Teaching Philosophy
With background in such a variety of areas -- graphics, web design, media art, human computer interaction, media arts and technology -- one of my greatest goals has been to fully integrate these fields in my teaching and research. What has shaped this goal, moreover, and guided my progress towards it, has been a vision of advanced technologies as simply another type of artistic, expressive tool. For this purpose, it has been my attempt to teach and use new technology not for the sake of technology, but rather as a means towards designing better and more effective modes of expression. My approach to teaching is to offer students a blend of on-demand, job-applicable skills, an awareness of their impact on society and culture, and experimentation and exploration of new ideas, techniques, and methods to further their fields of interest. My experience as a media artist, interaction designer, and instructor has taught me the value and benefit of bringing together diverse backgrounds and disciplines to form creative approaches to projects.

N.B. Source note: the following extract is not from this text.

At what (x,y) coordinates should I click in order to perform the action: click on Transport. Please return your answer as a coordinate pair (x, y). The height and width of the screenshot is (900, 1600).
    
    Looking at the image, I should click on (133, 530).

In mentoring my students to develop their own creativity, my dual approach is to model the mental habits of exploration and collaboration and to bring to my students the new techniques, methods, and means towards finding their own voices and visions in design.
I see teaching as a form of interaction that necessarily involves giving and sharing between myself and my students. The form this interaction takes is affected by what the instructor knows and where students’ needs and interests lie. In order to discern these needs, the most important quality an instructor can have is a deep, practical knowledge of her field, and of the foundational points of knowledge that students will need in order to enter it themselves. In this sense, as an instructor and mentor, my job is to understand what students need in advance. This anticipated need, moreover, depends not only on the course requirements but also on the students and their own level of experience, whether they have the necessary background knowledge or not, or need to review their background knowledge.
Conversation and critique sessions are by far the most important part of my courses. Artists and designers should have their own critical point of view and voice, confident to judge creative artworks. In my class, it is essential that students learn how to evaluate and critically think about their own projects and how to their ideas with other students. In critique sessions, my strategy towards cultivating students’ confidence in their voices and judgment necessarily means withholding my own direct answers,, rather allowing students to find their own critical perspectives. Active participation in these group discussions is crucial not only to the learning process of a course, but to giving students the critical confidence to become artists and designers who can raise their own voices in their professional fields. This has been the most crucial point of feedback in my student evaluations, that I always encourage students to raise their voices.
The constant evolution of tools for generating and interacting with new media provides me with an opportunity to also learn from my students, enabling me to pass on knowledge from one year’s class to the next. To this end, I am encouraging students to be producers of knowledge, themselves, and foster this through my own genuine interest in new tools and approaches. The fear some students have of technology is one of the most common obstacles in teaching media art. Because of this, it is crucial to help students overcome this fear by engaging them and allowing them to explore their own interests through the medium. To do this, I have created many demonstrations and class examples for students to improve and update the class materials and contents every quarter, which helps students to see and be inspired by the constant evolution of the field.
Although my past teaching has focused on graphic and web design, visual arts, multimedia, interactive environments, digital media programming, and data visualization, my interdisciplinary teaching experience in combination with my span of scholarly interests would enable me to teach a wide range of classes in areas such as typography, history of media art and graphic design, 2D/3D animation, HCI, basic computer science, and audio engineering. Obviously not every student wants to be an electronic media artist, or even an artist at all. My previous professional experience in media industry offers different perspectives from a production, art practice and academic point of view. Born and raised in dynamic Seoul, Korea, I have traveled around the world for international exhibitions, conferences and art events. I intend to expand my students’ horizons not only artistically but also culturally, inspiring them to think independently and elaborate their roles as art practitioners in society.